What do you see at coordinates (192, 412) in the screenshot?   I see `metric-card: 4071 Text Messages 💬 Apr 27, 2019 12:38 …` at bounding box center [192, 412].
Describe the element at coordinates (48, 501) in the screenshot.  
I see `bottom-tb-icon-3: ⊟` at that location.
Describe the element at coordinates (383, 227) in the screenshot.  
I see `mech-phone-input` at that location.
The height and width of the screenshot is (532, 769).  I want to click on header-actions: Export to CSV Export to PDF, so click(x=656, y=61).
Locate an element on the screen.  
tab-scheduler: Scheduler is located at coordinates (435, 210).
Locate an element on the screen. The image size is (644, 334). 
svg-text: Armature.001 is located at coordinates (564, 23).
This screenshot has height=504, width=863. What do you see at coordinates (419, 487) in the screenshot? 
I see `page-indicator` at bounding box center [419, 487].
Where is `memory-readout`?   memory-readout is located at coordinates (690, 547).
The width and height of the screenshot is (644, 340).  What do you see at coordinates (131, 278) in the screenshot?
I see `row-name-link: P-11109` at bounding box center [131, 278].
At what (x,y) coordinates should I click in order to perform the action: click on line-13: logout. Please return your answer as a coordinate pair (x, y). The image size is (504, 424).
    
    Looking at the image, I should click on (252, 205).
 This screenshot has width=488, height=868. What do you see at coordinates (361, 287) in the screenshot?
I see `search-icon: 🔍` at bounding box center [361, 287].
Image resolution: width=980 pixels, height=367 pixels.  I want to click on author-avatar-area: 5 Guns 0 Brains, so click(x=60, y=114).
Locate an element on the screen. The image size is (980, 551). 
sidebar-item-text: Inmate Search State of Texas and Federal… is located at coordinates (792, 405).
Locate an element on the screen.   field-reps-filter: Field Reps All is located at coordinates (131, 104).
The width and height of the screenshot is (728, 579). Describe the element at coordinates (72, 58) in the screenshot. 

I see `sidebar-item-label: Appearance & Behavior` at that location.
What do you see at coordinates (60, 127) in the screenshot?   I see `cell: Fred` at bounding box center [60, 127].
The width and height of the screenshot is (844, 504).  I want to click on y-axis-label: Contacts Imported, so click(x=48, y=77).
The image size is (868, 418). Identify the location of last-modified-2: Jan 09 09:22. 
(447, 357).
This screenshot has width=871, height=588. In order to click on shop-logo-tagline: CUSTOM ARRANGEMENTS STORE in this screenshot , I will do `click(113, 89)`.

-------

REQUIREMENT —
None of the records may be left out; each is to be restated exactly.

WRITTEN ANSWER —
What do you see at coordinates (192, 412) in the screenshot?   I see `metric-card: 4071 Text Messages 💬 Apr 27, 2019 12:38 …` at bounding box center [192, 412].
Describe the element at coordinates (48, 501) in the screenshot.  
I see `bottom-tb-icon-3: ⊟` at that location.
Describe the element at coordinates (383, 227) in the screenshot.  
I see `mech-phone-input` at that location.
The height and width of the screenshot is (532, 769).  I want to click on header-actions: Export to CSV Export to PDF, so click(x=656, y=61).
Locate an element on the screen.  
tab-scheduler: Scheduler is located at coordinates (435, 210).
Locate an element on the screen. The image size is (644, 334). 
svg-text: Armature.001 is located at coordinates (564, 23).
This screenshot has height=504, width=863. What do you see at coordinates (419, 487) in the screenshot? 
I see `page-indicator` at bounding box center [419, 487].
Where is `memory-readout`?   memory-readout is located at coordinates (690, 547).
The width and height of the screenshot is (644, 340).  What do you see at coordinates (131, 278) in the screenshot?
I see `row-name-link: P-11109` at bounding box center [131, 278].
At what (x,y) coordinates should I click in order to perform the action: click on line-13: logout. Please return your answer as a coordinate pair (x, y). The image size is (504, 424).
    
    Looking at the image, I should click on (252, 205).
 This screenshot has width=488, height=868. What do you see at coordinates (361, 287) in the screenshot?
I see `search-icon: 🔍` at bounding box center [361, 287].
Image resolution: width=980 pixels, height=367 pixels.  I want to click on author-avatar-area: 5 Guns 0 Brains, so click(x=60, y=114).
Locate an element on the screen. The image size is (980, 551). 
sidebar-item-text: Inmate Search State of Texas and Federal… is located at coordinates (792, 405).
Locate an element on the screen.   field-reps-filter: Field Reps All is located at coordinates (131, 104).
The width and height of the screenshot is (728, 579). Describe the element at coordinates (72, 58) in the screenshot. 

I see `sidebar-item-label: Appearance & Behavior` at that location.
What do you see at coordinates (60, 127) in the screenshot?   I see `cell: Fred` at bounding box center [60, 127].
The width and height of the screenshot is (844, 504).  I want to click on y-axis-label: Contacts Imported, so click(x=48, y=77).
The image size is (868, 418). Identify the location of last-modified-2: Jan 09 09:22. 
(447, 357).
This screenshot has width=871, height=588. In order to click on shop-logo-tagline: CUSTOM ARRANGEMENTS STORE in this screenshot , I will do `click(113, 89)`.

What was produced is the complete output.